Sunday, 18 August 2013

By whose authority will we be judged on earth?




Three hundred years before I was born, King Charles I gave this speech in Parliament at his mock trial.

I suggest Catholics look at this and realize the same sham justice will most likely be used against us in England, in Ireland and in America.

The enemies of Charles could not understand that laws which are only made by men, can be broken by men to be turned against men.

But, laws of God cannot be broken and if these are, God will judge those who ignore His Law and His order. Those who deny natural law and the Ten Commandments, as well as the laws of the One, Holy, Catholic and Apostolic Church will have to stand before God and explain why God's Church was persecuted. This will come, friends. Be noble now, daily, and understand that we are witnessing the type of tyranny of men's passions and false ideologies which created divisions in families and parishes.

King Charles I's Speech at his Trial 
January, 1649 



I would know by what power I am called hither ... I would know by what authority, I mean lawful; there are many unlawful authorities in the world; thieves and robbers by the high-ways ... Remember, I am your King, your lawful King, and what sins you bring upon your heads, and the judgement of God upon this land. Think well upon it, I say, think well upon it, before you go further from one sin to a greater ... I have a trust committed to me by God, by old and lawful descent, I will not betray it, to answer a new unlawful authority; therefore resolve me that, and you shall hear more of me.


I do stand more for the liberty of my people, than any here that come to be my pretended judges ... I do not come here as submitting to the Court. I will stand as much for the privilege of the House of Commons, rightly understood, as any man here whatsoever: I see no House of Lords here, that may constitute a Parliament ... Let me see a legal authority warranted by the Word of God, the Scriptures, or warranted by the constitutions of the Kingdom, and I will answer.
It is not a slight thing you are about. I am sworn to keep the peace, by that duty I owe to God and my country; and I will do it to the last breath of my body. And therefore ye shall do well to satisfy, first, God, and then the country, by what authority you do it. If you do it by an usurped authority, you cannot answer it; there is a God in Heaven, that will call you, and all that give you power, to account.

If it were only my own particular case, I would have satisfied myself with the protestation I made the last time I was here, against the legality of the Court, and that a King cannot be tried by any superior jurisdiction on earth: but it is not my case alone, it is the freedom and the liberty of the people of England; and do you pretend what you will, I stand more for their liberties. For if power without law, may make laws, may alter the fundamental laws of the Kingdom, I do not know what subject he is in England that can be sure of his life, or any thing that he calls his own.
I do not know the forms of law; I do know law and reason, though I am no lawyer professed: but I know as much law as any gentleman in England, and therefore, under favour, I do plead for the liberties of the people of England more than you do; and therefore if I should impose a belief upon any man without reasons given for it, it were unreasonable ... The Commons of England was never a Court of Judicature; I would know how they came to be so.

It was the liberty, freedom, and laws of the subject that ever I took - defended myself with arms. I never took up arms against the people, but for the laws ... For the charge, I value it not a rush. It is the liberty of the people of England that I stand for. For me to acknowledge a new Court that I never heard of before, I that am your King, that should be an example to all the people of England, for to uphold justice, to maintain the old laws, indeed I do not know how to do it.

This many-a-day all things have been taken away from me, but that that I call more dear to me than my life, which is my conscience, and my honour: and if I had a respect to my life more than the peace of the Kingdom, and the liberty of the subject, certainly I should have made a particular defence for my self; for by that at leastwise I might have delayed an ugly sentence, which I believe will pass upon me ... Now, sir, I conceive that an hasty sentence once passed, may sooner be repented of than recalled: and truly, the self-same desire that I have for the peace of the Kingdom, and the liberty of the subject, more than my own particular ends, makes me now at lest desire, before sentence be given, that I may be heard ... before the Lords and Commons ... If I cannot get this liberty, I do protest, that these fair shows of liberty and peace are pure shows and that you will not hear your King."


# WORK TO BE COMPLETED
Look through the material that follows and show every line with the string "dicing".

SUPPLIED RECORDS: Begin

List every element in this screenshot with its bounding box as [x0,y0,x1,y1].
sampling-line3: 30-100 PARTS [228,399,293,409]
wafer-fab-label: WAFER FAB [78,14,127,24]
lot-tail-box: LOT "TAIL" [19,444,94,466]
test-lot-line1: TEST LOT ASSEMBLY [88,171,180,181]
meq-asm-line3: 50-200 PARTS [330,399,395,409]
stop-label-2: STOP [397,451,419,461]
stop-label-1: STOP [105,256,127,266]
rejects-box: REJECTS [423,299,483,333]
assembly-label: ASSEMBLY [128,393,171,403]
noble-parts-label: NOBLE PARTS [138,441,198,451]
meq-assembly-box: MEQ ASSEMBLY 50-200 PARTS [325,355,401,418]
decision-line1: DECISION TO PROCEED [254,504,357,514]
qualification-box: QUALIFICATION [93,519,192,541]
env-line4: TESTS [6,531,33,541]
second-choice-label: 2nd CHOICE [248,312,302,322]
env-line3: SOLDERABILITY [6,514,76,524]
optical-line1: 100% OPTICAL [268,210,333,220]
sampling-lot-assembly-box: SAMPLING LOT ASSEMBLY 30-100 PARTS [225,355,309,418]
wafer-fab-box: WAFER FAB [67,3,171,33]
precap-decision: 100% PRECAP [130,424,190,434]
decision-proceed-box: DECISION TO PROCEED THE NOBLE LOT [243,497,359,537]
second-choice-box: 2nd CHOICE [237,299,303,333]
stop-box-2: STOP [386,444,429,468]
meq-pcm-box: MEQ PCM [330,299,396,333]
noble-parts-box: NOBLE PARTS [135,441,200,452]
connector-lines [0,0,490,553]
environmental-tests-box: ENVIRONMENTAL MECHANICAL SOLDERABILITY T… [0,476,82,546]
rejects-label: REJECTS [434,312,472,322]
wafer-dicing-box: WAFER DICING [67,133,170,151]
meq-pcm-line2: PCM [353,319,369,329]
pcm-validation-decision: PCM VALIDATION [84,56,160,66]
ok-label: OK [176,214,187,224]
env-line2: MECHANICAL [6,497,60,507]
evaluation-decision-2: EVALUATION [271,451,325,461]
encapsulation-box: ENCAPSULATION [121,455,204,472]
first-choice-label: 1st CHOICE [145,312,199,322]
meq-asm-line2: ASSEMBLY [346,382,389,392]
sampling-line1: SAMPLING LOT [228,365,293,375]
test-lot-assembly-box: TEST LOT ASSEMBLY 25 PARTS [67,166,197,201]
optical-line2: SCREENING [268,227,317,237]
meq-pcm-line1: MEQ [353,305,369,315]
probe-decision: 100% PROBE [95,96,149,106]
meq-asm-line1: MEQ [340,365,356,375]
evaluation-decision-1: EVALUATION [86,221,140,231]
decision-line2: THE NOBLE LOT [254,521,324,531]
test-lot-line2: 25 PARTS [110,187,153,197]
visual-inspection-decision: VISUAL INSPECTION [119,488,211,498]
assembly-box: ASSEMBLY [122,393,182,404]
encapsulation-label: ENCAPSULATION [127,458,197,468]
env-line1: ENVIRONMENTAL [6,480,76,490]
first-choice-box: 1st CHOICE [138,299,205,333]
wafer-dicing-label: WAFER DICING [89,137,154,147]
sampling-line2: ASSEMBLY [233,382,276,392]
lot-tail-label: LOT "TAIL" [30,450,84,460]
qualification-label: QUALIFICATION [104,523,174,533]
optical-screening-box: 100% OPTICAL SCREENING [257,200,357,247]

SUPPLIED RECORDS: End

# THE COMPLETED TASK
wafer-dicing-box: WAFER DICING [67,133,170,151]
wafer-dicing-label: WAFER DICING [89,137,154,147]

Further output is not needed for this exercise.